Culture

Artist Liu Jianhua: reflecting social problems in porcelain

By Lin Qi ( China Daily ) Updated: 2015-02-17 07:46:13

Artist Liu Jianhua: reflecting social problems in porcelain

Liu works at his studio in Shanghai.[Photo provided to China Daily]

Liu Jianhua is trying to break down the cliches associated with the delicate material to make it reflect social problems, Lin Qi reports.

After working with porcelain for many years, Liu Jianhua believes that the process of making an artwork is more important than what materials are used to create it.

In his installation series Trace, which is now on display at the Singapore Art Museum, Liu has put up black, ink drop-like porcelain pieces on a white wall, giving the impression of something dripping. The series won the 53-year-old professor of sculpture the Jurors' Choice Award of the Asia-Pacific Breweries Foundation Signature art prize in 2014.

Liu says he was inspired by wu lou hen (rain stains on the wall of a leaking house), an expression in Chinese calligraphy, where ink strokes are compared to shapes of water stains.

The artist, who teaches at Shanghai University, says that he changes the presentation of Trace according to different exhibition venues. At the Singapore Art Museum, for instance, he placed the porcelain drops on a wall near the spiral staircase that connects the first and second floors. As audiences climb up the stairs, more and more drops come into view.

"The 'ink drops' are like traces of the human mind and imprints of the human soul," Liu says. "When people enter this tranquil space, leaving behind the hustle and bustle of the real world, I hope the work will soothe their conflicted psyches."

At the age of 12, Liu left his native city of Ji'an in eastern China's Jiangxi province, for the town of the country's "pottery capital" Jingdezhan.

He apprenticed under his uncle, a technician at a local ceramic factory in the town, and received lessons in pottery for years.

Liu's gifts and diligence won him top prizes in Jingdezhen and at the national level too. Yet no matter how superb his skills were, Liu says, he then saw a bleak future for himself, imagining that he would most likely end up as a "replaceable screw on a production line", much like retired workers from his uncle's workshop.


■ Work item ■
An exact copy of every entry is needed, without the pictures.
(Provided data begins)
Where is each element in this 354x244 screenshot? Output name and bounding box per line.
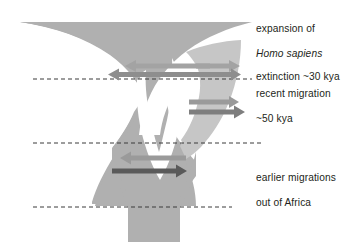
label-earlier-migrations-line2: out of Africa [256,197,311,208]
label-earlier-migrations: earlier migrations out of Africa [256,160,336,210]
label-expansion-line2: Homo sapiens [256,48,322,59]
label-recent-migration-line1: recent migration [256,88,331,99]
label-recent-migration: recent migration ~50 kya [256,76,331,126]
migration-funnel-diagram: expansion of Homo sapiens extinction ~30… [0,0,354,244]
label-recent-migration-line2: ~50 kya [256,113,293,124]
label-expansion-of-homo-sapiens: expansion of Homo sapiens [256,11,322,61]
label-expansion-line1: expansion of [256,23,315,34]
label-earlier-migrations-line1: earlier migrations [256,172,336,183]
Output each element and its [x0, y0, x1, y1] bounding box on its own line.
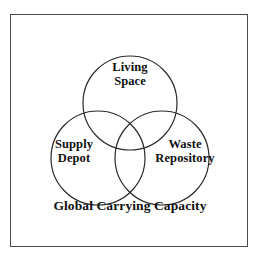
(Provided data ends)
■ Task answer ■
Where is each element in this 354x244 screenshot? Output name and bounding box per line.
label-earlier-migrations-line2: out of Africa [256,197,311,208]
label-earlier-migrations: earlier migrations out of Africa [256,160,336,210]
label-expansion-line2: Homo sapiens [256,48,322,59]
label-recent-migration-line1: recent migration [256,88,331,99]
label-recent-migration: recent migration ~50 kya [256,76,331,126]
migration-funnel-diagram: expansion of Homo sapiens extinction ~30… [0,0,354,244]
label-recent-migration-line2: ~50 kya [256,113,293,124]
label-expansion-of-homo-sapiens: expansion of Homo sapiens [256,11,322,61]
label-expansion-line1: expansion of [256,23,315,34]
label-earlier-migrations-line1: earlier migrations [256,172,336,183]
Output each element and its [x0, y0, x1, y1] bounding box on its own line.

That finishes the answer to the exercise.